Recently, a prospective church member told me he was tired of preachers who just tell stories and life lessons and do not also talk about what the Bible means. What he was saying was that until he understood what a specific text means, the application does not hold much water.
Douglas Stuart said it this way: “A sermon is a presentation to apply the Word of God to the lives of people…They need to be shown how the application is based on a proper comprehension of the passage’s meaning; they will probably not take the application to heart unless this is clear to them.”
This raises the question of how much time should be spent in exposition and how much in application is given in any sermon. To a fault, some would say exposition is supreme. They do not spend much time on introductions, illustrations or application because they are convinced that if they can get people to see what the text means, the Holy Spirit will take it from there (Isa. 55:11). However, moving from what the text meant historically to what the text means today is not always as easy as it appears. Many books and articles have been written about this particular issue. I remember my first interaction with this topic in Walter Kaiser’s Toward An Exegetical Theology. His syntactical-theological method is an attempt to bridge the gap between the biblical text and the actual delivery of a message.
Other preachers spend very little time on exposition. They pull topics from a given text or multiple texts, and spend time telling human interest stories or giving 10 steps to a happy life. This sort of preaching is divorced from the authority of the text.
What I am driving at is that the life change we desire to see in people needs proper exposition and application because once people grasp the text, the application that flows from that text brings them face to face with God, not simple suggestions about how to have a good marriage. When people are confronted by God, they have a very serious choice to make. Will they obey or rebel against the Most High?
This type of preaching touches the best of both worlds. The authority of the text is central, but listeners also learn how the Bible impacts their lives today. The Word is applied to them.
Exactly how to move from exposition to application is a subject for another day, and much already has been written on this topic. For now, I challenge and encourage you to preach the Word; and in the authority of that Word, show people how to apply it.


REQUIRED WORK » Only a number is required: how many lines of the material contain the word "owners"?

DATA PROVIDED »

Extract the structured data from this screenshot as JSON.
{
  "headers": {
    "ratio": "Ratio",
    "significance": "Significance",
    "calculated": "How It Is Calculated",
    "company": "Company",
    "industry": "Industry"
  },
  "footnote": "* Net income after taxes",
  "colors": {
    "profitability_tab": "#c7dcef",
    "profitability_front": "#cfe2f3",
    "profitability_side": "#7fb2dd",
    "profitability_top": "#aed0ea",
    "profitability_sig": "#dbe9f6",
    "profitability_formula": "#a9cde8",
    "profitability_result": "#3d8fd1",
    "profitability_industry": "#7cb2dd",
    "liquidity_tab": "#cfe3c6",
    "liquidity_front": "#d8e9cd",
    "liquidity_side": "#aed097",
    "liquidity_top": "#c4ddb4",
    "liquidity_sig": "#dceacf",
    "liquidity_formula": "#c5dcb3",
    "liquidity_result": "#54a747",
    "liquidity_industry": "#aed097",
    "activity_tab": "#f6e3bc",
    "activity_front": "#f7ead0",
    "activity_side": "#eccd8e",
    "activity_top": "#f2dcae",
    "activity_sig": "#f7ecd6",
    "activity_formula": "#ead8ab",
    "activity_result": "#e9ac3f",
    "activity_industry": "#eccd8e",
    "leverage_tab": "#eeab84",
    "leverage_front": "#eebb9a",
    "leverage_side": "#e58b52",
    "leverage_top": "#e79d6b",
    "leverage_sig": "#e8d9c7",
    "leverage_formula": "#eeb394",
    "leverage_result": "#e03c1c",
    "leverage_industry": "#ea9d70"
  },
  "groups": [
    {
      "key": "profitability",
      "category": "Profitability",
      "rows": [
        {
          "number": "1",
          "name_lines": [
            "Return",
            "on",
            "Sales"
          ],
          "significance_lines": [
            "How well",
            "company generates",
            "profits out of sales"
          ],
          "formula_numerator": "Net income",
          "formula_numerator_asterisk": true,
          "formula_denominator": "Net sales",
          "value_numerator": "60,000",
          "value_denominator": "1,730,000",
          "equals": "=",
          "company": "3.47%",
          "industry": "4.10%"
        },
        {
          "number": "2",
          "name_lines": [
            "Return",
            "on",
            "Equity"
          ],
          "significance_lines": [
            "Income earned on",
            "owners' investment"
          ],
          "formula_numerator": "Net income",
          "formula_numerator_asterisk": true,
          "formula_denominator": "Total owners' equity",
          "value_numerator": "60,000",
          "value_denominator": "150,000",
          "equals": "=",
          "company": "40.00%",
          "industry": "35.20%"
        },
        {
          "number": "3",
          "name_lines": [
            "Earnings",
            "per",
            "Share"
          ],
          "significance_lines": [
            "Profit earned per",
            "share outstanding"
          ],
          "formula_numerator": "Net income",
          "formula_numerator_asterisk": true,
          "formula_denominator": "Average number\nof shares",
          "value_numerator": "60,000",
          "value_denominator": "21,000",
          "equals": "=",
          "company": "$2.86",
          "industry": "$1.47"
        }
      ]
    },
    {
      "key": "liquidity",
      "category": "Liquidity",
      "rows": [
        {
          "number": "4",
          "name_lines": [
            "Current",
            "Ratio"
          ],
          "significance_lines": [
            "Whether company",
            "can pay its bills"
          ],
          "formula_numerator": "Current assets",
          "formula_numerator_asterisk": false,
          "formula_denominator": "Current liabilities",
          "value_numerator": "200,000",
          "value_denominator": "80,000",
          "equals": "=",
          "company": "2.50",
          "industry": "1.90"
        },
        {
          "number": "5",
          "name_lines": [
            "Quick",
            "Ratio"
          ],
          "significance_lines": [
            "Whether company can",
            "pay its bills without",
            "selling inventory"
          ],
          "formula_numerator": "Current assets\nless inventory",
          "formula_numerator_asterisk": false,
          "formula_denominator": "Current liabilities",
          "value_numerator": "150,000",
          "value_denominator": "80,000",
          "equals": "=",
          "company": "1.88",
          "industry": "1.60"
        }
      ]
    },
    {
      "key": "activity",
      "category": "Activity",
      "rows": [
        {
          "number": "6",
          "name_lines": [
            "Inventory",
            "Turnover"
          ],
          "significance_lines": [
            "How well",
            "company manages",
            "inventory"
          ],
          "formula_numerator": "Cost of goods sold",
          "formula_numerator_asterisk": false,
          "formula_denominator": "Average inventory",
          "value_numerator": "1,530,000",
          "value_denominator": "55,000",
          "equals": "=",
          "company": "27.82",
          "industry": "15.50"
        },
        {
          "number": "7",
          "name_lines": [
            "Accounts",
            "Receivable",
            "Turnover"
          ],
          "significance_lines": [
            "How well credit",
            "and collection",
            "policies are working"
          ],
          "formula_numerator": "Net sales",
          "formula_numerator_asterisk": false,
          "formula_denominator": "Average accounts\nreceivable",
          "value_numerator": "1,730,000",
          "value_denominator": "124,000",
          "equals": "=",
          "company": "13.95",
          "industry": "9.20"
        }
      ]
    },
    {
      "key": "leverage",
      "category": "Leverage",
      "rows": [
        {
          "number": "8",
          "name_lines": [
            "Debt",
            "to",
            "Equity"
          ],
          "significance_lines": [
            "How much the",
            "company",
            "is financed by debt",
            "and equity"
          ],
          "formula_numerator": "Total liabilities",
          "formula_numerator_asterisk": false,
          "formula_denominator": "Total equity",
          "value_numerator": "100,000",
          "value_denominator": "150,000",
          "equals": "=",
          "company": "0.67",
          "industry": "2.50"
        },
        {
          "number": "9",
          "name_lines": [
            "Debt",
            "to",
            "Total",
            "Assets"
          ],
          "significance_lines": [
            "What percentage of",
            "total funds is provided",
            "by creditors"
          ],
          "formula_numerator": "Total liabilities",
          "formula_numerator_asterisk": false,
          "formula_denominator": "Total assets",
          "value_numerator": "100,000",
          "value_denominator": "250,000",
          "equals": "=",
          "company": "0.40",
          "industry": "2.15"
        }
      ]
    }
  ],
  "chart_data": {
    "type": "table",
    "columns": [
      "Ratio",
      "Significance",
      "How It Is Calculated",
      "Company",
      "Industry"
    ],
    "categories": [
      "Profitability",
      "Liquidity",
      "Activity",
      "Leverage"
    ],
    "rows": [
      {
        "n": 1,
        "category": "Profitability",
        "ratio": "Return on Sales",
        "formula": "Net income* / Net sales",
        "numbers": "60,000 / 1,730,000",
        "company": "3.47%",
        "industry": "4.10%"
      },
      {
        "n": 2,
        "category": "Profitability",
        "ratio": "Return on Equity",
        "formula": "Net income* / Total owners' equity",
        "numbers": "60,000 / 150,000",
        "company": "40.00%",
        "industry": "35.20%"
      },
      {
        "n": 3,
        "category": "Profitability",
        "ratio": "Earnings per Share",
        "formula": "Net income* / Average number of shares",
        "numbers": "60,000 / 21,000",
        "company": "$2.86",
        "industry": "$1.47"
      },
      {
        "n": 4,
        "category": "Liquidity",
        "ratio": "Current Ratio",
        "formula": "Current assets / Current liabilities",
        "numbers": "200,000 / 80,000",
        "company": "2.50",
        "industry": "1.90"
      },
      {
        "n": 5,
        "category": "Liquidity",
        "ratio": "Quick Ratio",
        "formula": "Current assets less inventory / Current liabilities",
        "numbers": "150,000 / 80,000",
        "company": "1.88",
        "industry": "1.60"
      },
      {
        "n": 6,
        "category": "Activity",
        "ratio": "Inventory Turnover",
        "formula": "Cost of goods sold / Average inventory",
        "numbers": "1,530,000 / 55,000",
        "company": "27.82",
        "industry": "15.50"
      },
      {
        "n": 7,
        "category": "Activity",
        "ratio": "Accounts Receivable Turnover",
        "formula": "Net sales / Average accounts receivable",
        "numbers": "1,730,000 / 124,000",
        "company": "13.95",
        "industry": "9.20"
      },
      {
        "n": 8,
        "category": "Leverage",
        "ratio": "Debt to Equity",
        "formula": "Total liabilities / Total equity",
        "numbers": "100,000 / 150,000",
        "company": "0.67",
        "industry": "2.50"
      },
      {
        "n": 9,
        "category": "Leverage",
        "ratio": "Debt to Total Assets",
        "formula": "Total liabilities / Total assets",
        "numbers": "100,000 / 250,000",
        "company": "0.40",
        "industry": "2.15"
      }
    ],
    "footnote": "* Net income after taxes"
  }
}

EXERCISE RESULT » 3